In the evening the Yumboes come down to the habitation of man, wrapped close in their pangs,[585] with only their eyes and nose visible. They steal to the huts, where the women are pounding in mortars the coos-coos, or corn, watch till the pounders are gone for sieves to searce the meal, and then slily creep to the mortars, take out the meal, and carry it off in their pangs, looking every moment behind them, to see if they are observed or pursued; or they put it into calabashes, and arranging themselves in a row, like the monkeys, convey it from hand to hand, till it is placed in safety.

They are also seen at night in their canoes, out fishing in the bay. They bring their fish to land, and, going to the fires kindled by the natives to keep away the wild beasts, they steal each as much fire as will roast his fish. They bury palm-wine, and when it becomes sour they drink of it till it intoxicates them, and then make a great noise, beating Jaloff drums on the hills.[586]


[JEWS.]

רמויקיא לא יקרבון במבניך
Psalm xci. 5. Chaldaicè

And the Mazikeen shall not come near thy tents.

It has long been an established article of belief among the Jews that there is a species of beings which they call Shedeem,[587] Shehireem,[588] or Mazikeen.[589] These beings exactly correspond to the Arabian Jinn;[590] and the Jews hold that it is by means of them that all acts of magic and enchantment are performed.

The Talmud says that the Shedeem were the offspring of Adam. After he had eaten of the Tree of life, Adam was excommunicated for one hundred and thirty years. "In all those years," saith Rabbi Jeremiah Ben Eliezar, "during which Adam was under excommunication, he begat spirits, demons, and spectres of the night, as it is written, 'Adam lived one hundred and thirty years, and begat children in his likeness and in his image,' which teaches, that till that time he had not begotten them in his own likeness." In Berashith Rabba, R. Simon says, "During all the one hundred and thirty years that Adam was separate from Eve, male spirits lay with her, and she bare by them, and female spirits lay with Adam, and bare by him."

These Shedeem or Mazikeen are held to resemble the angels in three things. They can see and not be seen; they have wings and can fly; they know the future. In three respects they resemble mankind: they eat and drink; they marry and have children; they are subject to death. It may be added, they have the power of assuming any form they please; and so the agreement between them and the Jinn of the Arabs is complete.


#### [DIRECTIONS FOR THIS TASK]
Exact copy without images: repeat every entry as written.

#### [THE DATA]
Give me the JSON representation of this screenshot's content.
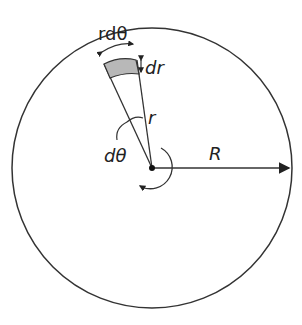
{
  "diagram": {
    "labels": {
      "arc_length": "rdθ",
      "radial_width": "dr",
      "radius_small": "r",
      "angle": "dθ",
      "radius_big": "R"
    },
    "colors": {
      "stroke": "#333333",
      "element_fill": "#b8b8b8",
      "background": "#ffffff"
    }
  }
}
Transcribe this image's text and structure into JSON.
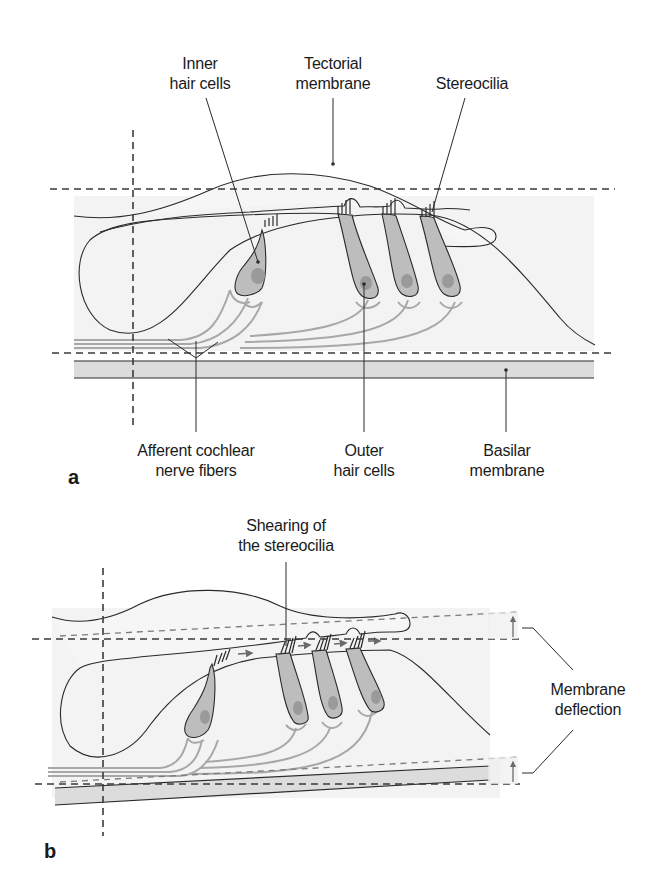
{
  "panel_a": {
    "letter": "a",
    "labels": {
      "inner_hair_cells_1": "Inner",
      "inner_hair_cells_2": "hair cells",
      "tectorial_1": "Tectorial",
      "tectorial_2": "membrane",
      "stereocilia": "Stereocilia",
      "afferent_1": "Afferent cochlear",
      "afferent_2": "nerve fibers",
      "outer_1": "Outer",
      "outer_2": "hair cells",
      "basilar_1": "Basilar",
      "basilar_2": "membrane"
    }
  },
  "panel_b": {
    "letter": "b",
    "labels": {
      "shearing_1": "Shearing of",
      "shearing_2": "the stereocilia",
      "deflection_1": "Membrane",
      "deflection_2": "deflection"
    }
  },
  "colors": {
    "outline": "#2a2a2a",
    "cell_fill": "#bdbdbd",
    "nucleus": "#9a9a9a",
    "tissue_fill": "#f2f2f2",
    "basilar_fill": "#dcdcdc",
    "nerve": "#a8a8a8"
  }
}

#### [WRITTEN REPLY]
Give me the JSON representation of this screenshot's content.
{
  "diagram": {
    "labels": {
      "arc_length": "rdθ",
      "radial_width": "dr",
      "radius_small": "r",
      "angle": "dθ",
      "radius_big": "R"
    },
    "colors": {
      "stroke": "#333333",
      "element_fill": "#b8b8b8",
      "background": "#ffffff"
    }
  }
}
Transcribe this image's text and structure into JSON.
{
  "panel_a": {
    "letter": "a",
    "labels": {
      "inner_hair_cells_1": "Inner",
      "inner_hair_cells_2": "hair cells",
      "tectorial_1": "Tectorial",
      "tectorial_2": "membrane",
      "stereocilia": "Stereocilia",
      "afferent_1": "Afferent cochlear",
      "afferent_2": "nerve fibers",
      "outer_1": "Outer",
      "outer_2": "hair cells",
      "basilar_1": "Basilar",
      "basilar_2": "membrane"
    }
  },
  "panel_b": {
    "letter": "b",
    "labels": {
      "shearing_1": "Shearing of",
      "shearing_2": "the stereocilia",
      "deflection_1": "Membrane",
      "deflection_2": "deflection"
    }
  },
  "colors": {
    "outline": "#2a2a2a",
    "cell_fill": "#bdbdbd",
    "nucleus": "#9a9a9a",
    "tissue_fill": "#f2f2f2",
    "basilar_fill": "#dcdcdc",
    "nerve": "#a8a8a8"
  }
}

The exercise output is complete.